Exactly how much gold India has accumulated over the years is a matter of much speculation. Considering the $340-billion worth of gold imported in the current decade itself, the total number should easily be worth over a trillion dollars. In 2013, a surge in gold imports aggravated India’s current account deficit, and revived interest in mobilisation of domestic gold to reduce imports. The existing Gold Deposit Scheme (1999) and the Gold Metal Loan Scheme (1998) were found ineffective, and so the Gold Monetisation Scheme (GMS) was launched in 2015 to increase mobilisation of domestic gold. However, the response since has been tepid, calling for a fresh look.

Here is one way to revive the flagging GMS: Allow gold loan providers (banks and NBFCs) to participate in the GMS through the gold pledged with them in default accounts. Currently, gold loan financiers are required to auction this jewellery on an “as-is-where-is” basis. Melting jewellery to determine purity is not permitted. Consequently, bidders at auctions exercise undue caution and bid lower than the real value of the jewellery (classic lemon market/asymmetry of information). Borrowers lose because their jewellery gets sold for less than market value, and with the GST also payable, the auction surplus, which otherwise comes back to them, is often wiped out.

If gold loan providers are allowed to deposit into the GMS collateral gold held against accounts in default, it would be a win-win for all. The actual value of the customer’s gold jewellery will be independently assessed by a credible third party upon melting at any authorised collection and purity testing centre, without extra cost or tax. The financiers will gain from lower operating costs and timely realisation. And the GMS, which has mobilised only about 15 tonnes of gold since 2015 (less than what the three largest gold loan NBFCs auction in a year), gains from volumes.

However, for this to work, the government must make gold deposits into the GMS tradable. In other words, the certificates evidencing deposits into GMS should be freely tradable on a stock or commodity exchange for liquidity. Tradability will also shift investors away from physical gold and towards GMS certificates, and move the investment demand away from gold ETFs.

With attention focussed on cutting down gold imports by recycling domestic gold, we may have ignored a more critical issue. For a country with so much gold, the real challenge lies in getting this idle asset to contribute to economic activity. $1 trillion or more of collective savings locked out of the economy is a huge opportunity cost. India’s organised gold loan market is estimated at ₹2.7 trillion, with the unorganised market perhaps twice as large. Extrapolating from this, India has likely monetised only 10-15 per cent of its gold. Monetisation of even half of our gold holdings would generate over ₹30 trillion for investment in economic activities.

A possible way out is setting up of an institutionalised gold depository. It would operate like a securities depository, holding the gold deposited by the public either as bullion or jewellery. Once the gold is deposited and assayed, the depositor can use the receipt to obtain finance against the asset or to sell on the exchange. The tradable depository certificate would provide liquidity. The mechanism would attract private gold into the depository and make it available for economic use. Also, as safekeeping of the jewellery is ensured, bank lockers will lose demand. The key barrier in the gold loan business is that the skill to assess gold is not well-known. A gold depository makes this redundant, allowing more players to enter the market.

The writer is MD and CEO of Manappuram Finance Ltd.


== Goal of the exercise ==
Show the lines below that contain the string "from".

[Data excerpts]
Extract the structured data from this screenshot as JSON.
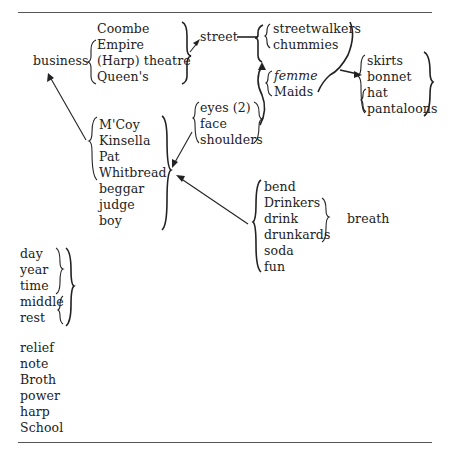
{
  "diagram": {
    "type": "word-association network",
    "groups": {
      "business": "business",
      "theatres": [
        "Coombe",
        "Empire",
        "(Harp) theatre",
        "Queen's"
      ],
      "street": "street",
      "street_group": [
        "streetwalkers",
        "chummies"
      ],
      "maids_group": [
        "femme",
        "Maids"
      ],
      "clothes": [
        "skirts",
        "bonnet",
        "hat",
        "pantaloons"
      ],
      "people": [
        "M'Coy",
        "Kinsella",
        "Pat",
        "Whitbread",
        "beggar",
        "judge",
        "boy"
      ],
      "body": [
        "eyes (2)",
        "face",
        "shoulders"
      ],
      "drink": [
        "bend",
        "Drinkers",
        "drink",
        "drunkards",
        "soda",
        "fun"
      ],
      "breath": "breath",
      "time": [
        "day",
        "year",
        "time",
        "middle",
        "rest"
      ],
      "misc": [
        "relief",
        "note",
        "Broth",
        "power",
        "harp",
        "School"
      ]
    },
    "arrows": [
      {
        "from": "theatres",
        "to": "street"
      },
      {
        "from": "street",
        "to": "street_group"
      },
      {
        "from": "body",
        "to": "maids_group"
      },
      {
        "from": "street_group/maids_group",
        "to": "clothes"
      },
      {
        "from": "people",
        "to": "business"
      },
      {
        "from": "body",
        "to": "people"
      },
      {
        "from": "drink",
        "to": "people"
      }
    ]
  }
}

---

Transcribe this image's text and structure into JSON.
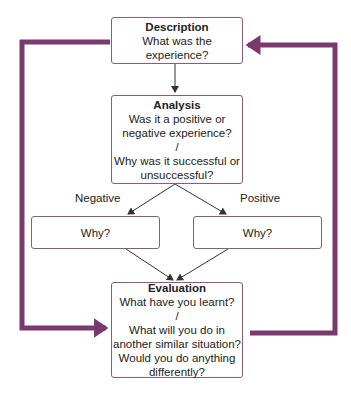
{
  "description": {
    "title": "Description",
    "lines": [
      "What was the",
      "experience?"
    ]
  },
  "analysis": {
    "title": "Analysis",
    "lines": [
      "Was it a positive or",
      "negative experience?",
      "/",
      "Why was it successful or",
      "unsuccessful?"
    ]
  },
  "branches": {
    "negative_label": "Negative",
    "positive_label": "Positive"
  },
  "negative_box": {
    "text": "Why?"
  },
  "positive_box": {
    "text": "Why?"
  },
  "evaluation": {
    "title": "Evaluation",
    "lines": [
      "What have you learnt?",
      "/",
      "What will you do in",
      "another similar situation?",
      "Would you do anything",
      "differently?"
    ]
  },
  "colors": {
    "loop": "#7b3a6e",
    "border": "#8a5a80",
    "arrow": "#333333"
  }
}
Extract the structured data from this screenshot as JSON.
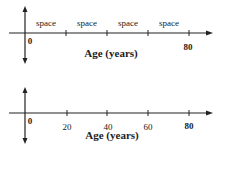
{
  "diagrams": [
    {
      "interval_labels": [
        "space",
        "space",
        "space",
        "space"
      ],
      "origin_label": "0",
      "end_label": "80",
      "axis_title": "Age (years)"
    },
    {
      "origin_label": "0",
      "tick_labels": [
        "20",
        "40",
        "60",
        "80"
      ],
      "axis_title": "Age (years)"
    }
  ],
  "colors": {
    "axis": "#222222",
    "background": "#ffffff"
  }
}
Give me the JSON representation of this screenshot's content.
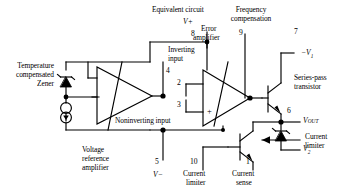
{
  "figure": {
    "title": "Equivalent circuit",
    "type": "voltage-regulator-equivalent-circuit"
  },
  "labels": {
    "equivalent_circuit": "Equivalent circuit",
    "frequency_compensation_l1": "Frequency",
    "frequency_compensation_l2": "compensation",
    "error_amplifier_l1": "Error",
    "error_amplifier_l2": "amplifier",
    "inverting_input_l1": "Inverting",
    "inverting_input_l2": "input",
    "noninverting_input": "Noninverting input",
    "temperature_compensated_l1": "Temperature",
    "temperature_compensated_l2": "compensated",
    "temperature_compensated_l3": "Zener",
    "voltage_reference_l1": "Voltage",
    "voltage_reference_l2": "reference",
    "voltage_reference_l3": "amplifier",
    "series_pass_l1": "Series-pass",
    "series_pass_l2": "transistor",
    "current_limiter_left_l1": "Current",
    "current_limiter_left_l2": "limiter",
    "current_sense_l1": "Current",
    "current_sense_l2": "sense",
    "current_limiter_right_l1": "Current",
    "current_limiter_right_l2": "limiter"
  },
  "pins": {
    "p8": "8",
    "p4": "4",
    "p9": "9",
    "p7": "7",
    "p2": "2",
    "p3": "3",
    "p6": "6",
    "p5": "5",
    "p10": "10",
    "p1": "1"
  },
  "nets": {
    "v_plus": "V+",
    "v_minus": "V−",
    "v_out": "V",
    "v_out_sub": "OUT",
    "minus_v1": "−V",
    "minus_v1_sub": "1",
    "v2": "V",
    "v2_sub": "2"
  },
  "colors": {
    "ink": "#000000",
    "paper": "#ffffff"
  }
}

== Your response ==
Extract the structured data from this screenshot as JSON.
        "from": "theatres",
        "from": "street",
        "from": "body",
        "from": "street_group/maids_group",
        "from": "people",
        "from": "body",
        "from": "drink",
Extract the structured data from this screenshot as JSON.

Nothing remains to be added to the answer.